Young Hadassah International Volunteer and Immediate Past Chair of YHI Argentina, Dr. Romina Libster, witnessed the benefits of globally sharing her home country’s experience with the H1N1 virulent 2009 flu virus, while working in the Vanderbilt Vaccine Research Program atVanderbiltUniversity in Nashville.
Since October 2009, Romina has been working with Dr. Kathryn Edwards in Vanderbilt University’s Vaccine Research Program to uncover some of the mystery surrounding the fatal H1N1 virus. Dr. Fernando Polack, an associate professor of Pediatrics at Vanderbilt, had been conducting research in Argentina during the height of the outbreak there, when he and Libster saw a significant influx of children to their clinic with fatal viral symptoms. “We had been noticing many more ill children in our clinic earlier as well,” Romina told a Vanderbilt reporter, “but H1N1 had not yet been identified. Dr. Polack, realizing it was H1N1, called us to his house and said, ‘This is it.’ We knew we needed to learn everything we could from this virus right away.”
Observing the progression of H1N1 in the Southern Hemisphere prior to the peak outbreak in the Northern Hemisphere, allowed Polack and Libster to gather information about the virus, in hopes that scientists could avoid a pandemic. Pollack found that children were ten times more at risk to become seriously or fatally ill when contracting the H1N1 virus. Furthermore, he discovered specific underlying conditions that made children more vulnerable, such as chronic lung diseases like asthma or bronchopulmonary dysplasia (BPD) and neurologic diseases.
Their findings, which subsequently have been confirmed elsewhere, appear in the December 23 issue of the New England Journal of Medicine, in an article entitled “Pediatric Hospitalizations Associated with H1N1 Influenza in Argentina.”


WHAT THIS TASK INVOLVES: Return, from the data below, each line that contains the word "Jews".

[[ TASK DATA, beginning ]]

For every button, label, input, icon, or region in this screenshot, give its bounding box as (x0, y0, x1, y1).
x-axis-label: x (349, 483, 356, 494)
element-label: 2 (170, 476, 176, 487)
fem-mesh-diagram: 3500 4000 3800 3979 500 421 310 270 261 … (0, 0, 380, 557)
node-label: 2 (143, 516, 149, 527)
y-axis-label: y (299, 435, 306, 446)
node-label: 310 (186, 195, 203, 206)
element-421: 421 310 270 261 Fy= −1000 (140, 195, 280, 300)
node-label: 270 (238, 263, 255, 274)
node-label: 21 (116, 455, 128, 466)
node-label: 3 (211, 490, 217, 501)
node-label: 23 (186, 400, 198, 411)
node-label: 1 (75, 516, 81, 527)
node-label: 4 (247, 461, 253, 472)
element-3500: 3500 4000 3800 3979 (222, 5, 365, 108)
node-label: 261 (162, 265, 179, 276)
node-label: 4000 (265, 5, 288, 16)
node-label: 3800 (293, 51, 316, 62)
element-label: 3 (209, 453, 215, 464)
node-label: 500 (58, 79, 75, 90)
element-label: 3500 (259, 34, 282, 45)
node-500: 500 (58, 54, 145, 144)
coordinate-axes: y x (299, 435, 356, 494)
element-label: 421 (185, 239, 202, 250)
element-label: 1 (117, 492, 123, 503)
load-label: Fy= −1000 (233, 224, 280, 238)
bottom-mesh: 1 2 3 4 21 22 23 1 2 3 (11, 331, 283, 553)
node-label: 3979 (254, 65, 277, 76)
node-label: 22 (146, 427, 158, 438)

[[ TASK DATA, end ]]
[[ TASK DATA, beginning ]]

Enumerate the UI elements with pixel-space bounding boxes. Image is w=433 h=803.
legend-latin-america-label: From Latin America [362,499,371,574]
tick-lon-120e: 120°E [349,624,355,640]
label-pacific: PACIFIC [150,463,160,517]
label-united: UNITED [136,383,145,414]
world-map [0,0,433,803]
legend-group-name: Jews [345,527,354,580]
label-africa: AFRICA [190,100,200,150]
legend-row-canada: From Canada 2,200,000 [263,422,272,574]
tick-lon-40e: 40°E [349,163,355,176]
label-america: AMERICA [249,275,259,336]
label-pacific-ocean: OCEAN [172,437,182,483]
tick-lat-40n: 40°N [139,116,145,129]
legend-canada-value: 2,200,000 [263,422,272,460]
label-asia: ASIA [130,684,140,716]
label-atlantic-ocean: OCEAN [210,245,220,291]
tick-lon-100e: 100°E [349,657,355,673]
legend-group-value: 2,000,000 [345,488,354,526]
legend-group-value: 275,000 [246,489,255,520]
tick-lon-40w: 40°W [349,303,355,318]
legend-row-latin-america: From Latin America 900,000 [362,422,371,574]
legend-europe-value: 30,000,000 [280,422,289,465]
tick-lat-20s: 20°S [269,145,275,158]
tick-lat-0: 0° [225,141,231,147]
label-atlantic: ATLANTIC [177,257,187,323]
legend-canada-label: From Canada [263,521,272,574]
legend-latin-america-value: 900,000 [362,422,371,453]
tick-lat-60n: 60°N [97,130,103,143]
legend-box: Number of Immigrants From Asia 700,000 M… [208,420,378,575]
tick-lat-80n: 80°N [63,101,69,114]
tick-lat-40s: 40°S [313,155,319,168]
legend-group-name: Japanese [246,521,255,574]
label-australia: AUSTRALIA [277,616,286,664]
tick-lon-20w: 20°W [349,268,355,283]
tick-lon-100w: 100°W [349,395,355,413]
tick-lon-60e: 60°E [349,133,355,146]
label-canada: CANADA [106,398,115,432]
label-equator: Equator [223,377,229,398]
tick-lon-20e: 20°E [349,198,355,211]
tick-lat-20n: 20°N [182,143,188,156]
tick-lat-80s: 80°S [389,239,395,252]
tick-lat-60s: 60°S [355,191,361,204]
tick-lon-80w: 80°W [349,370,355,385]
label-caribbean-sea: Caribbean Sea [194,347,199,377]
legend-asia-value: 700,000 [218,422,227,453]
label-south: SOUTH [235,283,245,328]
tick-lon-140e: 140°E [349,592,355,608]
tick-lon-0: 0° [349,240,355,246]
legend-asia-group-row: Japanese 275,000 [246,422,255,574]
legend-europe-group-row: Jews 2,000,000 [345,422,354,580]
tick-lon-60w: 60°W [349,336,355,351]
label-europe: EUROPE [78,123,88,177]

[[ TASK DATA, end ]]

OUTPUT FOR THIS EXERCISE:
legend-group-name: Jews [345,527,354,580]
legend-europe-group-row: Jews 2,000,000 [345,422,354,580]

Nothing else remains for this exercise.